James H. Ellis

James Henry Ellis (25 September 1924 – 25 November 1997) was a British engineer and cryptographer. Born in Australia but raised and educated in Britain, Ellis joined GCHQ in 1952. He worked on a number of cryptographic projects, but is credited with some of the original thinking that developed into the field of Public Key Cryptography (PKC).

James Henry Ellis
Born(1924-09-25)25 September 1924
Died25 November 1997(1997-11-25) (aged 73)
NationalityBritish
Known forNon-secret encryption
Scientific career
FieldsCryptography
Institutions

Personal life

Ellis was born in Australia, but was raised in Britain and orphaned at an early age. He lived with his grandparents in London's East End.[1] Ellis showed an early gift for mathematics and physics while attending grammar school in Leyton. He attended Imperial College London. In 1949, Ellis married Brenda, an artist and designer.[2]
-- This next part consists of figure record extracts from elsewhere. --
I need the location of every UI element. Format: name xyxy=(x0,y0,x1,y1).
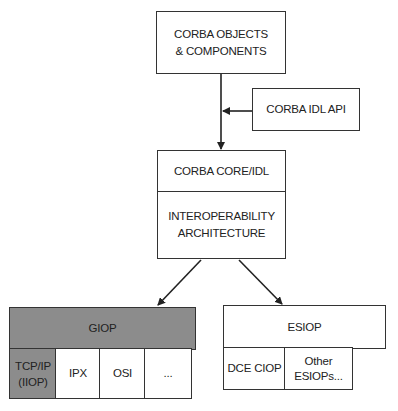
giop-box: GIOP xyxy=(9,307,196,350)
giop-label: GIOP xyxy=(89,320,117,337)
corba-objects-line1: CORBA OBJECTS xyxy=(174,26,268,43)
arrow-core-to-giop xyxy=(158,260,201,305)
transport-osi: OSI xyxy=(99,348,146,399)
ellipsis-label: ... xyxy=(164,365,173,382)
transport-ellipsis: ... xyxy=(144,348,192,399)
interoperability-line1: INTEROPERABILITY xyxy=(168,208,275,225)
protocol-other-esiops: Other ESIOPs... xyxy=(284,347,353,390)
corba-objects-line2: & COMPONENTS xyxy=(176,43,267,60)
corba-core-idl-label: CORBA CORE/IDL xyxy=(174,163,269,180)
tcpip-line1: TCP/IP xyxy=(15,358,51,374)
corba-idl-api-box: CORBA IDL API xyxy=(252,88,360,131)
transport-ipx: IPX xyxy=(55,348,101,399)
interoperability-architecture-box: INTEROPERABILITY ARCHITECTURE xyxy=(157,191,286,259)
corba-core-idl-box: CORBA CORE/IDL xyxy=(157,150,286,193)
corba-idl-api-label: CORBA IDL API xyxy=(266,101,345,118)
interoperability-line2: ARCHITECTURE xyxy=(178,225,266,242)
osi-label: OSI xyxy=(113,365,132,382)
esiop-label: ESIOP xyxy=(287,319,321,336)
protocol-dce-ciop: DCE CIOP xyxy=(223,347,286,390)
transport-tcpip-iiop: TCP/IP (IIOP) xyxy=(9,348,57,399)
dce-ciop-label: DCE CIOP xyxy=(228,360,282,377)
esiop-box: ESIOP xyxy=(223,305,386,349)
arrow-core-to-esiop xyxy=(239,260,282,304)
tcpip-line2: (IIOP) xyxy=(18,374,47,390)
ipx-label: IPX xyxy=(69,365,87,382)
other-esiops-line1: Other xyxy=(305,354,333,369)
corba-objects-box: CORBA OBJECTS & COMPONENTS xyxy=(156,11,286,74)
other-esiops-line2: ESIOPs... xyxy=(294,369,343,384)
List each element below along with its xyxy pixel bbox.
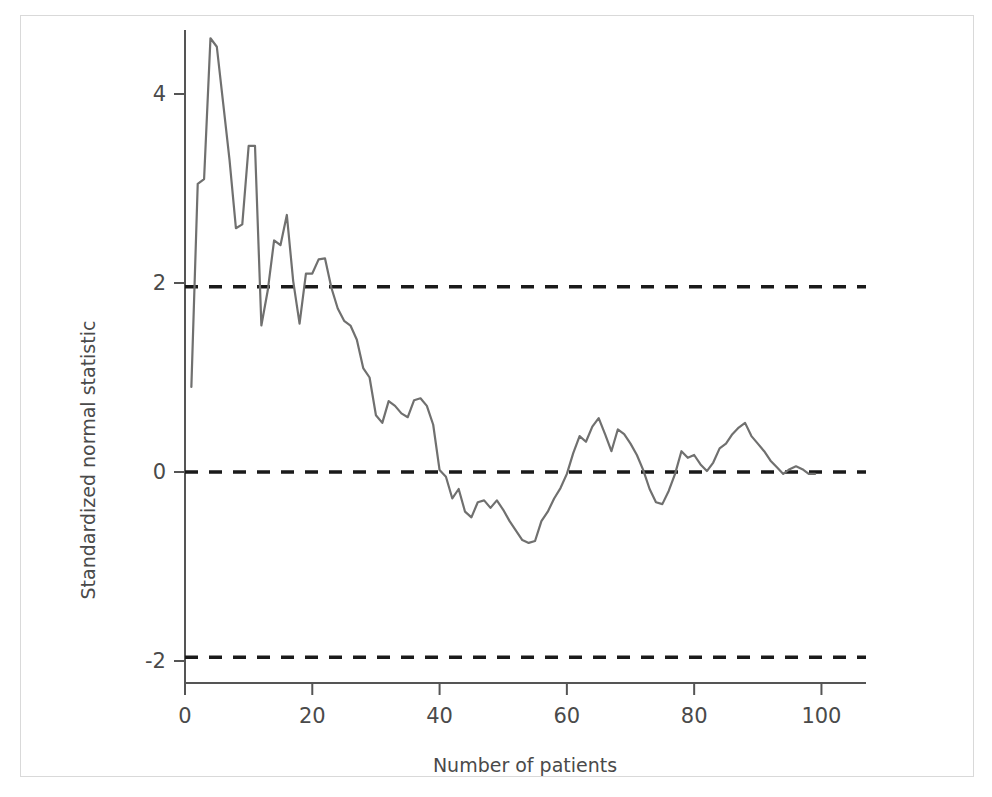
y-tick-label: 4 (153, 82, 166, 106)
x-tick-group: 020406080100 (178, 683, 841, 728)
x-tick-label: 100 (801, 704, 841, 728)
y-tick-group: -2024 (145, 82, 185, 673)
x-axis-title: Number of patients (433, 754, 617, 776)
data-series-group (191, 38, 815, 543)
x-tick-label: 40 (426, 704, 453, 728)
x-tick-label: 80 (681, 704, 708, 728)
y-tick-label: -2 (145, 649, 166, 673)
x-tick-label: 60 (554, 704, 581, 728)
chart-area: -2024 020406080100 Standardized normal s… (0, 0, 992, 797)
series-line-standardized-normal-statistic (191, 38, 815, 543)
x-tick-label: 20 (299, 704, 326, 728)
y-tick-label: 0 (153, 460, 166, 484)
y-axis-title: Standardized normal statistic (77, 321, 99, 600)
reference-line-group (185, 287, 866, 657)
chart-svg: -2024 020406080100 Standardized normal s… (0, 0, 992, 797)
y-tick-label: 2 (153, 271, 166, 295)
x-tick-label: 0 (178, 704, 191, 728)
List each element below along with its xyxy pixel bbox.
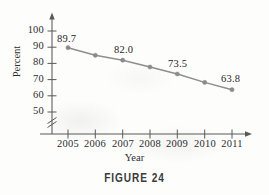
- x-tick-label-2005: 2005: [54, 138, 82, 149]
- percent-series-markers: [66, 46, 234, 92]
- data-point-2011: [230, 88, 234, 92]
- data-point-2007: [121, 58, 125, 62]
- data-label-2011: 63.8: [221, 73, 240, 84]
- y-axis-arrow-icon: [49, 13, 54, 20]
- figure-caption: FIGURE 24: [22, 171, 248, 185]
- data-label-2005: 89.7: [57, 33, 76, 44]
- y-tick-label-70: 70: [22, 73, 44, 84]
- y-tick-label-100: 100: [22, 24, 44, 35]
- y-tick-label-60: 60: [22, 89, 44, 100]
- y-tick-label-90: 90: [22, 40, 44, 51]
- x-tick-label-2010: 2010: [191, 138, 219, 149]
- x-tick-label-2009: 2009: [163, 138, 191, 149]
- x-tick-label-2011: 2011: [218, 138, 246, 149]
- data-label-2009: 73.5: [168, 58, 187, 69]
- y-tick-label-80: 80: [22, 56, 44, 67]
- data-point-2008: [148, 65, 152, 69]
- data-point-2010: [203, 80, 207, 84]
- data-point-2006: [93, 53, 97, 57]
- data-point-2009: [175, 72, 179, 76]
- data-label-2007: 82.0: [114, 44, 133, 55]
- figure-24-chart: 100 90 80 70 60 50 2005 2006 2007 2008 2…: [0, 0, 269, 195]
- data-point-2005: [66, 46, 70, 50]
- x-axis-title: Year: [0, 152, 269, 163]
- x-tick-label-2007: 2007: [109, 138, 137, 149]
- y-axis-title: Percent: [11, 32, 22, 92]
- x-tick-label-2008: 2008: [136, 138, 164, 149]
- x-tick-label-2006: 2006: [81, 138, 109, 149]
- x-axis-arrow-icon: [245, 131, 252, 136]
- y-tick-label-50: 50: [22, 105, 44, 116]
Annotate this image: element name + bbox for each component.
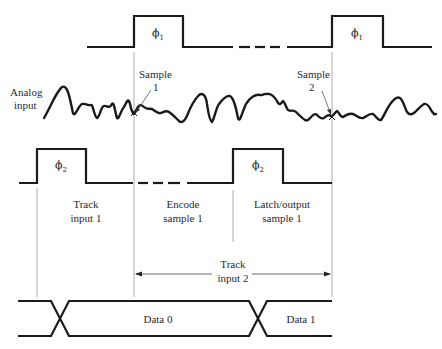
latch-output-label: Latch/output — [254, 198, 310, 210]
analog-input-label-2: input — [14, 99, 37, 111]
phi2-label-2: ϕ2 — [252, 159, 264, 174]
sample1-label: Sample — [139, 68, 172, 80]
encode-sample1-label-2: sample 1 — [163, 212, 202, 224]
data1-label: Data 1 — [286, 313, 315, 325]
phi1-label-2: ϕ1 — [351, 27, 363, 42]
phi1-waveform — [87, 16, 432, 47]
sample2-label-num: 2 — [309, 81, 315, 93]
timing-diagram: ϕ1 ϕ1 Analog input Sample 1 Sample 2 ϕ2 … — [0, 0, 442, 349]
data-bus-waveform — [18, 301, 332, 336]
track-input1-label: Track — [73, 198, 99, 210]
sample2-arrow — [322, 91, 331, 115]
data0-label: Data 0 — [143, 313, 173, 325]
phi1-label-1: ϕ1 — [152, 27, 164, 42]
analog-input-label: Analog — [10, 86, 43, 98]
guide-lines — [37, 52, 332, 297]
track-input2-label: Track — [220, 258, 246, 270]
sample2-label: Sample — [297, 68, 330, 80]
track-input2-label-2: input 2 — [218, 272, 249, 284]
latch-output-label-2: sample 1 — [262, 212, 301, 224]
encode-sample1-label: Encode — [167, 198, 200, 210]
analog-waveform — [44, 87, 436, 122]
sample1-label-num: 1 — [153, 81, 159, 93]
phi2-label-1: ϕ2 — [55, 159, 67, 174]
track-input1-label-2: input 1 — [71, 212, 102, 224]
Development of non-secret encryption

Ellis first proposed his scheme for "non-secret encryption" in 1970, in a (then) secret GCHQ internal report "The Possibility of Secure Non-Secret Digital Encryption".[3] Ellis said that the idea first occurred to him after reading a paper from World War II by someone at Bell Labs describing the scheme named Project C43,[1] a way to protect voice communications by the receiver adding (and then later subtracting) random noise.[4]

Clifford Cocks and Malcom Williamson, two other GCHQ cryptographers, furthered Ellis' initial PKC related work. As all of this work prior to 1997 was classified, it never became part of very significant mainstream initiatives that developed into modern PKC commercial endeavors, such as the work on Diffie–Hellman key exchange, RSA and other PKC linked initiatives which have become part of the modern world of Internet security.[5]

On 18 December 1997, Clifford Cocks delivered a public talk which contained a brief history of GCHQ's contribution to PKC.[6] In March 2016, Robert Hannigan, the director of GCHQ made a speech at MIT re-emphasising GCHQ's early contribution to public-key cryptography and in particular the contributions of Ellis, Cocks and Williamson.[2][7]